The first, from Jaime Baker of WTOV television, asked about the effects of the cuts on school meal programs. She noted that about half of all West Virginia children rely on free and reduced-price meals during the school year. The reporter wondered if a form of federal funding could continue to support those programs.

Capito responded by agreeing that school supplied-meals are vital for student nutrition. “You can’t learn, you can’t be emotionally in the right place if you’re hungry or if you’re malnourished because you’re not eating proper foods,” Capito said.

The senator suggested that officials from a range of agencies, including state and federal agriculture, human services and education representatives, “will be working to reformulate this. I don’t think this is going to result in any child not getting to eat a meal they’re counting on for their schools.”

Another reporter, Tom Susman of WMOV radio in the mid-Ohio Valley, asked Capito about the effects of the on farmers. Susman noted in his question that farmers trying to make plans for their businesses are also being affected by rapid changes to U.S. trade policies, particularly tariffs.

Capito acknowledged that farmers already face significant financial pressure and uncertainties.

“Many of our farmers, particularly in West Virginia, are operating on a very thin margin anyway, and they’re subject to things they really can’t control, like the weather,” she said, “and so that adds an added strain, and many of these are family farms.”

Capito again said the local food to school program is valuable both for local farmers and to encourage freshly-supplied nutrition.

“You know, we’re going to go back. We’ve been pressing the administration to find out how and if this program can be reinstated and maybe in a different way. That’s what we’re finding on a lot of these cancelations or holds, that the administration is holding them so they can make sure they go out in a more efficient or cost-effective way,” she said.

“Right now, that’s not much comfort to our farmers. So what I would say to them is, ‘I’m on your side,’ and I think that the questions that I’m going to be asking the Secretary of Agriculture hopefully will help us loosen some of the dollars that have been provided, particularly for our schools but also our food banks.”

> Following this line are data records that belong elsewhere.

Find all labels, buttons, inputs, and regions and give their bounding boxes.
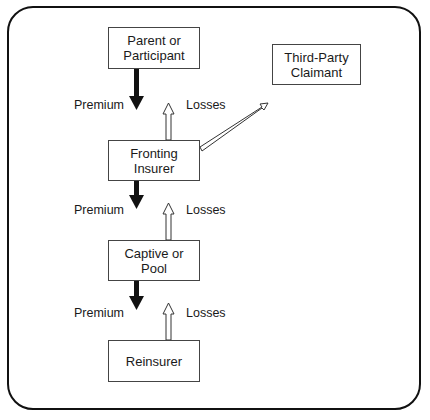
node-label: Claimant bbox=[291, 65, 342, 80]
losses-label: Losses bbox=[186, 203, 226, 217]
node-fronting: Fronting Insurer bbox=[108, 140, 200, 181]
node-parent: Parent or Participant bbox=[108, 27, 200, 69]
node-label: Participant bbox=[123, 48, 184, 63]
node-label: Captive or bbox=[124, 246, 183, 261]
node-label: Reinsurer bbox=[126, 354, 182, 369]
losses-label: Losses bbox=[186, 98, 226, 112]
losses-arrow-icon bbox=[163, 303, 174, 340]
node-captive: Captive or Pool bbox=[108, 240, 200, 281]
losses-arrow-icon bbox=[163, 203, 174, 240]
premium-label: Premium bbox=[74, 98, 124, 112]
node-label: Pool bbox=[141, 261, 167, 276]
node-label: Parent or bbox=[127, 33, 180, 48]
premium-arrow-icon bbox=[129, 69, 144, 110]
node-label: Insurer bbox=[134, 161, 174, 176]
premium-arrow-icon bbox=[129, 281, 144, 310]
premium-label: Premium bbox=[74, 306, 124, 320]
losses-label: Losses bbox=[186, 306, 226, 320]
losses-arrow-icon bbox=[163, 103, 174, 140]
node-reinsurer: Reinsurer bbox=[108, 340, 200, 382]
node-third-party: Third-Party Claimant bbox=[272, 44, 361, 85]
node-label: Fronting bbox=[130, 146, 178, 161]
premium-label: Premium bbox=[74, 203, 124, 217]
node-label: Third-Party bbox=[284, 50, 348, 65]
premium-arrow-icon bbox=[129, 180, 144, 209]
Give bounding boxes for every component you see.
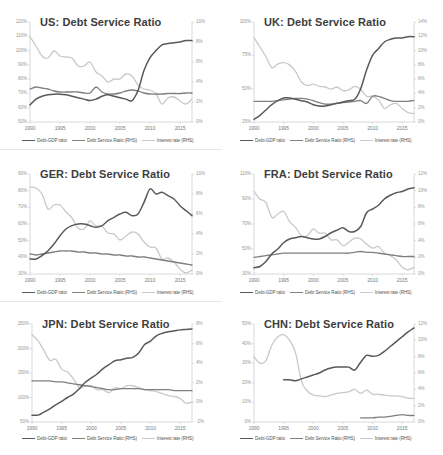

Yates agreed with Capito’s assessment: That’s not much comfort.

“The response that she gave, I would rather have not heard one at all,” he said.

“What we really need out of leadership is for them to say the Trump administration has done a wrong and we’re going to do everything we can to fix it. And we haven’t heard that.”

“The bank does not care if they take time to evaluate where federal dollars go,” he said.

“When our representatives say they’re just going to take time to evaluate everything and come back with something better, the bank’s still sitting there saying they need their payment.”